Long Buddha, Short the Self

The average investor has a visceral aversion to forecasting technological change. Radically transformative technologies such as Tesla, Bitcoin, and even the internet itself are initially met with heavy skepticism and even outright dismissal by mainstream pundits. Mainstreet and Wallstreet alike miss the boat, leaving the most explosive early returns to fringe visionaries.

“If you are right in consensus, you don’t make money because your returns get arbitraged away. The only way to make outsized returns as an investor or entrepreneur is to be right in non-consensus.”

Andy Rachleff, Wealthfront CEO

Our aversion to future projecting is neurobiological. Indeed, when pondering what innovations might shape our future, our medial pre-frontal cortex—the part of the brain that references the self—shuts down¹. This means that individuals with a strong attachment to the sense of self—and unfamiliarity with ego-dissolving states of consciousness—feel repulsed trying to imagine a future where they, quite literally, feel like strangers to themselves.  Our brains are hardwired to resist envisioning such ego-disruptive futures.

Could mindfulness meditation, in tandem with practicing the Buddhist concept of non-attachment, make us better investors?  It’s no coincidence that some of the world’s best investors (Naval Ravikant, Ray Dalio, etc.) laud meditation as their most impactful daily practice. Meditation quiets the default mode network of the brain, responsible for self-referential, “me”-centered thinking. The state of non-attachment and present-state awareness reached during meditation strips bias (sunk cost fallacy? No more!), encourages flexible thinking (fMRI shows disparate areas of the brain begin to communicate during meditation), and helps down-regulate the two main emotions that plague investors: fear and greed.

Perhaps investors trained in quieting the ego through meditation are better suited to see and embrace disruptive technologies than their peers. After all, asymmetric returns come from being long—rather than short—innovation.

“Cynicism is easy. Mimicry is easy. Optimistic contrarians are the rarest breed.”

Naval Ravikant

¹ From Peter Diamandis in “The Future is Faster Than You Think.”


Where an entry holds an image, leave the image out; otherwise reproduce the entry exactly.

• • •

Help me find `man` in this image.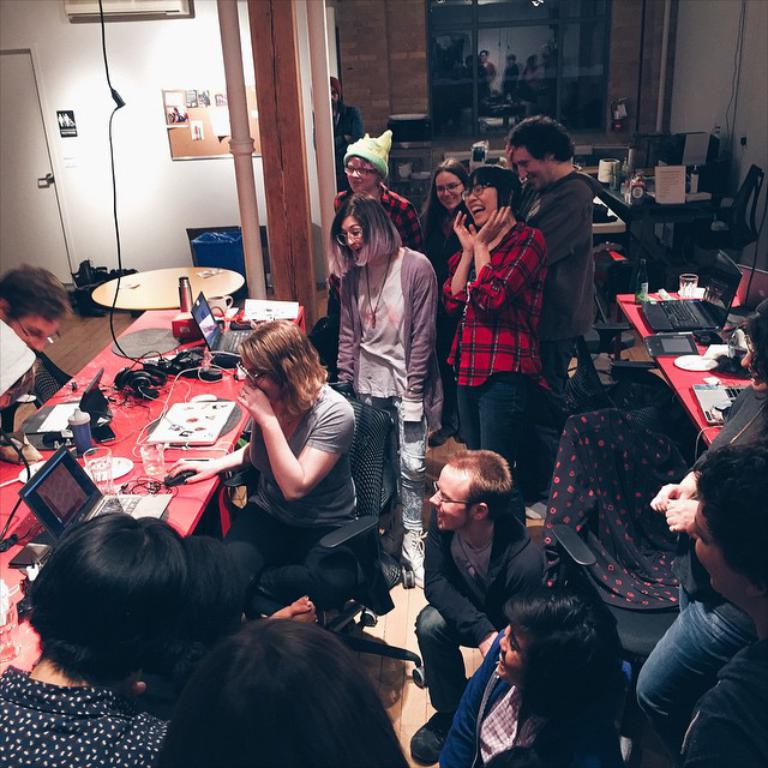
Found it: <region>498, 102, 594, 386</region>.
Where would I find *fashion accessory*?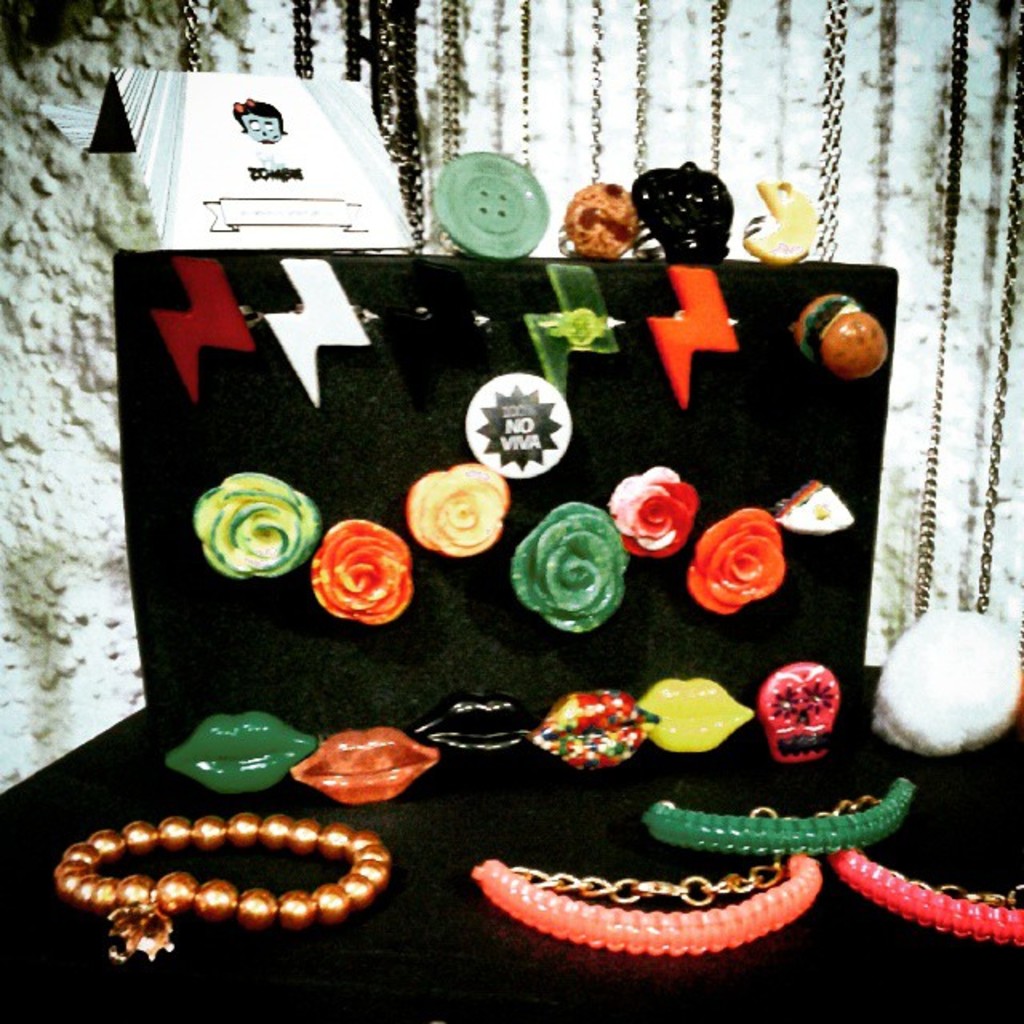
At left=643, top=774, right=915, bottom=859.
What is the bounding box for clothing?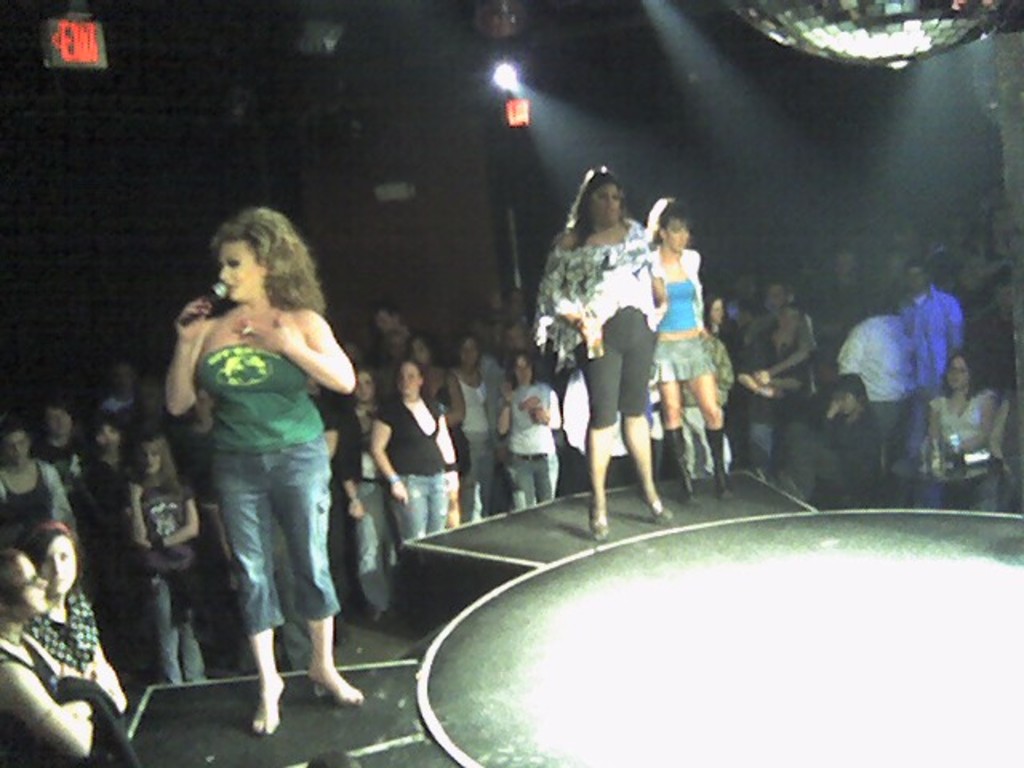
bbox=(763, 317, 824, 474).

• • •

> [SOLUTION FOR THIS PROBLEM]:
Help me find `man` in this image.
Found it: <region>498, 102, 594, 386</region>.
Where would I find *fashion accessory*?
At left=643, top=774, right=915, bottom=859.
What is the bounding box for clothing?
bbox=(763, 317, 824, 474).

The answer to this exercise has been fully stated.